Monday, Jun. 16, 1952
No Clicks, 14 Delegates
For weeks pundits had been adjusting their political Geiger counters to pick up every psychological click from South Dakota's Republican primary. Those 14 delegates were important, everyone agreed, but the bigger prize was the effect on voters everywhere of victory in the last state primary.
Last week, after the votes were counted, the pundits could detect little, if any, psychological radiation. The vote was almost a standoff: Taft, 64,619; Ike, 64,004. Ike carried 38 counties, Taft 30. Taft's power in the rural areas, enhanced by his speeches for farm price supports and against universal military training, was largely offset by Ike's strength in the cities.
The Taft forces' leader, former State Supreme Court Justice Charles R. Hayes of Deadwood, commented somewhat sadly: "Certainly we claim victory . . . But it isn't what we had hoped for." Eisenhower's supporters were quick to point out that this was in Taft's Midwest stronghold, where he should win if he could win anywhere. Ike's show of strength, without a personal campaign and without his name on the ballot, was a "moral victory," they said. But Ike, now home to speak for himself, took a different view: "I don't understand moral victories. When you go to war, it's win or lose."
After the national speculation about South Dakota and psychology, the Republican voters had put their primary right back in its place: a contest for delegates. Bob Taft was the winner even if his margin was only 615 votes. There were 14 delegates to be had in South Dakota, and he had them.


**What is being asked:** Return each entry word for word, without its pictures.

**Working data:**

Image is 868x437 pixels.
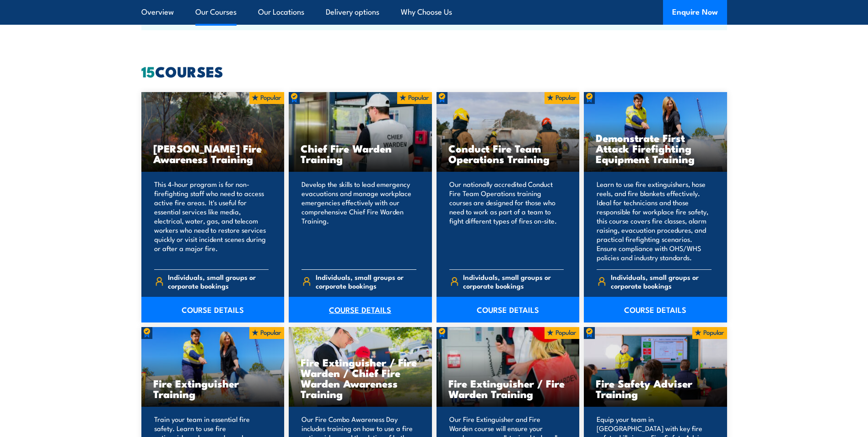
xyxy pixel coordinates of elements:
a: COURSE DETAILS [289,297,432,323]
h3: [PERSON_NAME] Fire Awareness Training [153,143,273,164]
a: COURSE DETAILS [437,297,580,323]
h3: Fire Safety Adviser Training [596,378,715,399]
p: Develop the skills to lead emergency evacuations and manage workplace emergencies effectively wit... [301,180,416,262]
h3: Demonstrate First Attack Firefighting Equipment Training [596,133,715,164]
a: COURSE DETAILS [584,297,727,323]
p: Our nationally accredited Conduct Fire Team Operations training courses are designed for those wh... [449,180,564,262]
span: Individuals, small groups or corporate bookings [611,273,712,290]
span: Individuals, small groups or corporate bookings [168,273,269,290]
span: Individuals, small groups or corporate bookings [316,273,416,290]
p: Learn to use fire extinguishers, hose reels, and fire blankets effectively. Ideal for technicians... [597,180,712,262]
h2: COURSES [141,65,727,77]
h3: Fire Extinguisher / Fire Warden / Chief Fire Warden Awareness Training [301,357,420,399]
p: This 4-hour program is for non-firefighting staff who need to access active fire areas. It's usef... [155,180,269,262]
h3: Conduct Fire Team Operations Training [448,143,568,164]
h3: Fire Extinguisher / Fire Warden Training [448,378,568,399]
span: Individuals, small groups or corporate bookings [463,273,564,290]
h3: Chief Fire Warden Training [301,143,420,164]
h3: Fire Extinguisher Training [153,378,273,399]
strong: 15 [141,60,155,82]
a: COURSE DETAILS [141,297,285,323]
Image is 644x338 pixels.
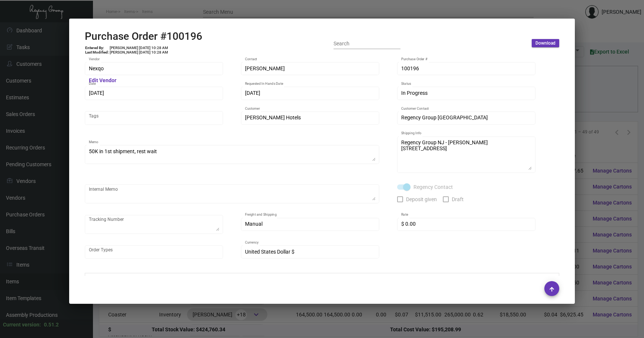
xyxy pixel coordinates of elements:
[452,195,464,204] span: Draft
[3,321,41,329] div: Current version:
[109,46,169,50] td: [PERSON_NAME] [DATE] 10:28 AM
[85,50,109,55] td: Last Modified:
[44,321,59,329] div: 0.51.2
[401,90,428,96] span: In Progress
[414,183,453,191] span: Regency Contact
[536,40,556,46] span: Download
[406,195,437,204] span: Deposit given
[85,46,109,50] td: Entered By:
[85,30,202,43] h2: Purchase Order #100196
[245,221,263,227] span: Manual
[89,78,116,84] mat-hint: Edit Vendor
[109,50,169,55] td: [PERSON_NAME] [DATE] 10:28 AM
[532,39,559,47] button: Download
[85,273,287,286] th: Field Name
[287,273,424,286] th: Data Type
[424,273,559,286] th: Value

**Task solution:**
Image is 868x437 pixels.
xyxy pixel coordinates of elements:
a: COURSE DETAILS [289,297,432,323]
h3: [PERSON_NAME] Fire Awareness Training [153,143,273,164]
a: COURSE DETAILS [437,297,580,323]
h3: Fire Safety Adviser Training [596,378,715,399]
p: Develop the skills to lead emergency evacuations and manage workplace emergencies effectively wit... [301,180,416,262]
h3: Demonstrate First Attack Firefighting Equipment Training [596,133,715,164]
a: COURSE DETAILS [584,297,727,323]
p: Our nationally accredited Conduct Fire Team Operations training courses are designed for those wh... [449,180,564,262]
span: Individuals, small groups or corporate bookings [611,273,712,290]
span: Individuals, small groups or corporate bookings [168,273,269,290]
span: Individuals, small groups or corporate bookings [316,273,416,290]
p: Learn to use fire extinguishers, hose reels, and fire blankets effectively. Ideal for technicians... [597,180,712,262]
h2: COURSES [141,65,727,77]
h3: Fire Extinguisher / Fire Warden / Chief Fire Warden Awareness Training [301,357,420,399]
p: This 4-hour program is for non-firefighting staff who need to access active fire areas. It's usef... [155,180,269,262]
h3: Conduct Fire Team Operations Training [448,143,568,164]
h3: Fire Extinguisher / Fire Warden Training [448,378,568,399]
span: Individuals, small groups or corporate bookings [463,273,564,290]
h3: Chief Fire Warden Training [301,143,420,164]
h3: Fire Extinguisher Training [153,378,273,399]
strong: 15 [141,60,155,82]
a: COURSE DETAILS [141,297,285,323]
Image is 644x338 pixels.
xyxy pixel coordinates of elements:
[452,195,464,204] span: Draft
[3,321,41,329] div: Current version:
[109,46,169,50] td: [PERSON_NAME] [DATE] 10:28 AM
[85,50,109,55] td: Last Modified:
[44,321,59,329] div: 0.51.2
[401,90,428,96] span: In Progress
[414,183,453,191] span: Regency Contact
[536,40,556,46] span: Download
[406,195,437,204] span: Deposit given
[85,46,109,50] td: Entered By:
[85,30,202,43] h2: Purchase Order #100196
[245,221,263,227] span: Manual
[89,78,116,84] mat-hint: Edit Vendor
[109,50,169,55] td: [PERSON_NAME] [DATE] 10:28 AM
[532,39,559,47] button: Download
[85,273,287,286] th: Field Name
[287,273,424,286] th: Data Type
[424,273,559,286] th: Value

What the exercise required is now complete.